Today, design and UX are the value differentiators among competing applications. Functionality is table stakes. People are gravitating to the apps where the UX and UI provide intuitive, elegant functionality, instead of software that’s yet one more frustrating, time-consuming problem to solve.
One example of this is “Consumerization of the Enterprise,” a Silicon Valley meme that’s been popular for years. Essentially, it’s the idea that users of complex enterprise applications, like Salesforce or Marketo, deserve a good user experience (UX), just like users of consumer products.
Any app needs an inviting UX to emerge successfully from this competitive market
In a bring-your-own-app (BYOA) world, users — whether in their role as employees or consumers — are voting with their fingers. They’re used to interacting with the simpler, cleaner interfaces of Gmail or Uber and are losing patience with the crowded, hard-to-use enterprise applications of yore.
This trend is accelerating as B2B software purchases are increasingly torn away from IT and finance decision committees by the poor schmos who have historically been stuck eating the dog food these committees bought. They’re demanding the same functional, elegant experience designed around user behavior for their business apps — just like they’re used to in consumer apps.
Caviar, anyone?
The centrality of UX as differentiator has boomeranged back to the consumer market with a vengeance. Consumer products like Nest or Dropcam hide inexpensive, but hard-to-use technology like thermostats and video cameras behind gorgeous, intuitive interfaces. The UX increases the cost 10 times over. Yet people are happy to pay for it because it simplifies their lives.
I call this the “UX spiral,” where improvements in UX in the B2B and B2C spheres continue to bounce off each other, ratcheting up people’s expectations of what qualifies as a beautiful, useful application. The consumerization of everything expands as the line between B2B and B2C disappears, with people’s demand for the same quality and ease-of-use in both arenas. This is seen most clearly in the freemium business model, another ricochet point on the UX spiral.
A successful freemium business model needs users upgrading to access premium features. But the fundamental UX and UI between the two versions remain the same. If the freemium version doesn’t have the UX and UI to attract users, you’ll never achieve the product “stickiness” that delights users enough to upgrade. If the premium version doesn’t maintain the same UX standards, then you won’t retain happy, paying users who recommend your software.
With the momentum of the UX spiral in mind, here’s my perspective on capturing the consumerization-of-everything design ethos and how it’s influencing the mobile design work we’re doing today at Samepage.
MOBILE UX DESIGN IMPERATIVES IN RESPONSE TO THE CONSUMERIZATION OF EVERYTHING
There are four key imperatives fueling UX design that delight consumers:
1. Mobile-first design
Mobile UI and UX requirements have a way of boiling down an application to its most intuitive necessity. When you start with mobile and then build your software for a bigger screen, the essential appeal and inherent elegance and simplicity of the mobile-designed app is automatically embedded in the desktop version.
2. Create a desktop app instead of a browser-based app
Native applications keep control of the UX with the software designer, rather than leaving users at the mercy of Internet bandwidth and browsers’ limited functionality. In addition, there are fewer platforms to design for, so you’re not stuck having to create a visually-pleasing, balanced interface for every browser that keeps up with browser versions, Internet protocols, and all the associated problems. Last, consumer demands for speed are insatiable – people don’t have patience for slow-loading Internet apps.
3. Include an artist on the design team
Only a true artist can breathe life into an otherwise brilliantly designed product. S/he can make it a visual, aesthetic—one might even say sensual—delight for users. An artist does that by making sure the ease of functionality is wrapped in a delicious UI: something so elegant, so intuitive, so engaging that people are completely unaware of how much time they actually spend in the app. The end result? Work becomes a pleasure instead of a chore. And productivity gets some wings.
4. Break free from the stranglehold of legacy enterprise apps
People used enterprise apps because they had to. Now the UX spiral and BYOA are forcing enterprise apps to address UX, but they’re just trying to paint lipstick on a pig. The result isn’t the light, breezy apps people want, but another coating on the same bloated enterprise app that lies beneath. Enterprise apps must have the courage to throw out the old and start fresh. They’re no longer competing only against other enterprise apps. Hyper-niche apps that do one thing superbly well are now facing less-established competition. For example, Adobe’s Creative Cloud has to contend with the simplicity of Pixelmator and Skitch.
Most industries have their share of legacy, high-overhead enterprise apps, and newer niche players. But any app needs an inviting UX to emerge successfully from this competitive, fragmented market. Without it, failure is inevitable.
Image of vector abstract spiral courtesy of Shutterstock.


> [Your objective]:
Using the listing below, keep only the lines with the word "order" and copy them.
# # # #
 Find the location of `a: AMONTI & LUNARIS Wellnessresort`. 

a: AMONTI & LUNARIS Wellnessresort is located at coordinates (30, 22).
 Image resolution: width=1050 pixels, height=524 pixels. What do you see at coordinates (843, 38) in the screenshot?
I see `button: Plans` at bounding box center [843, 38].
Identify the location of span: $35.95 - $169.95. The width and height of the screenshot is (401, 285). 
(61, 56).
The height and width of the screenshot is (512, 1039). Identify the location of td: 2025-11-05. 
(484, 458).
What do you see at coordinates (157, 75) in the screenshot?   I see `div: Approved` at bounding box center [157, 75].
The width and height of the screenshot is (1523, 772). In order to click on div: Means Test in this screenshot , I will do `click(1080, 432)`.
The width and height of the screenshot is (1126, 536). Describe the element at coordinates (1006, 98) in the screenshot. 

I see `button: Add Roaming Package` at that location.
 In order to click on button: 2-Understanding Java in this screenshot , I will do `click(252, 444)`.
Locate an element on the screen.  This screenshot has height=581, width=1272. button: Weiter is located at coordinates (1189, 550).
# # # #
> [Written answer]:
The width and height of the screenshot is (1523, 772). In order to click on div: Means Test in this screenshot , I will do `click(1080, 432)`.
 In order to click on button: 2-Understanding Java in this screenshot , I will do `click(252, 444)`.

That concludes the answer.